MH, who was responsible for the data collection in this study, worked in- dependently of the pharmacists and the questionnaires were analysed before the outcome of the RCT was known.

Answers to the closed-ended questions were analysed descriptively. An- swers to the open-ended questions were analysed by content analysis.

Paper IV

The survey in Paper IV was a prospective, longitudinal, descriptive, experi- mental cohort study conducted at the University Hospital of Uppsala. The study subjects were patients enrolled in the MDD (ApoDos®) scheme who had been admitted to hospital. Twenty hospital wards use the extended dis- charge service for MDD patients and they were all included in the survey.

The data collection was performed by two pharmacy students at Masters level, supervised by experienced clinical pharmacists.

Data were collected between February and April 2010. The data collec- tors visited each ward every weekday morning prior to the visit from the hospital pharmacist who came to collect the MDD orders that were to be prepared that day.
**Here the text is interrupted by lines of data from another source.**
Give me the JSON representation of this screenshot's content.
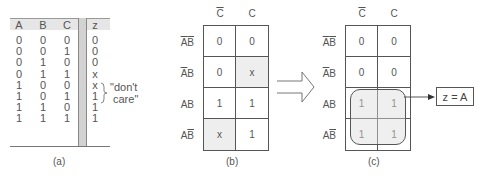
{
  "truth_table": {
    "caption": "(a)",
    "headers": [
      "A",
      "B",
      "C",
      "z"
    ],
    "rows": [
      [
        "0",
        "0",
        "0",
        "0"
      ],
      [
        "0",
        "0",
        "1",
        "0"
      ],
      [
        "0",
        "1",
        "0",
        "0"
      ],
      [
        "0",
        "1",
        "1",
        "x"
      ],
      [
        "1",
        "0",
        "0",
        "x"
      ],
      [
        "1",
        "0",
        "1",
        "1"
      ],
      [
        "1",
        "1",
        "0",
        "1"
      ],
      [
        "1",
        "1",
        "1",
        "1"
      ]
    ],
    "annotation_line1": "\"don't",
    "annotation_line2": "care\""
  },
  "kmap_b": {
    "caption": "(b)",
    "col_labels": [
      "C",
      "C"
    ],
    "col_overline": [
      true,
      false
    ],
    "row_labels": [
      {
        "a": "A",
        "a_bar": true,
        "b": "B",
        "b_bar": true
      },
      {
        "a": "A",
        "a_bar": true,
        "b": "B",
        "b_bar": false
      },
      {
        "a": "A",
        "a_bar": false,
        "b": "B",
        "b_bar": false
      },
      {
        "a": "A",
        "a_bar": false,
        "b": "B",
        "b_bar": true
      }
    ],
    "cells": [
      [
        "0",
        "0"
      ],
      [
        "0",
        "x"
      ],
      [
        "1",
        "1"
      ],
      [
        "x",
        "1"
      ]
    ],
    "shaded": [
      [
        false,
        false
      ],
      [
        false,
        true
      ],
      [
        false,
        false
      ],
      [
        true,
        false
      ]
    ]
  },
  "kmap_c": {
    "caption": "(c)",
    "col_labels": [
      "C",
      "C"
    ],
    "cells": [
      [
        "0",
        "0"
      ],
      [
        "0",
        "0"
      ],
      [
        "1",
        "1"
      ],
      [
        "1",
        "1"
      ]
    ],
    "result": "z = A"
  }
}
All MDD orders were reconciled (i.e. they were compared with the pa- tient’s current MAR on the ward) and relevant information about the patients was collected from the MDD orders and recorded. All identified discrepan- cies were recorded with respect to the medication involved and the type of discrepancy. Only unintentional discrepancies were included and the out- come (whether or not the error was corrected) was recorded. Since the aim of this study was to evaluate the MDD ordering process at discharge, only the errors relating to this were subject to further analysis and safety assess- ment.

The medication discharge errors were categorised into the following types: A. omission of drug (drug on the MAR missing from the MDD order);

B. extra drug (drug discontinued during the hospital stay but present on the MDD order); C. wrong drug; D. wrong dose/formulation/dosage regimen; E.

wrong dosage time; and F. double prescribing.

All medication discharge errors were classified into one of four severity categories (Table 1).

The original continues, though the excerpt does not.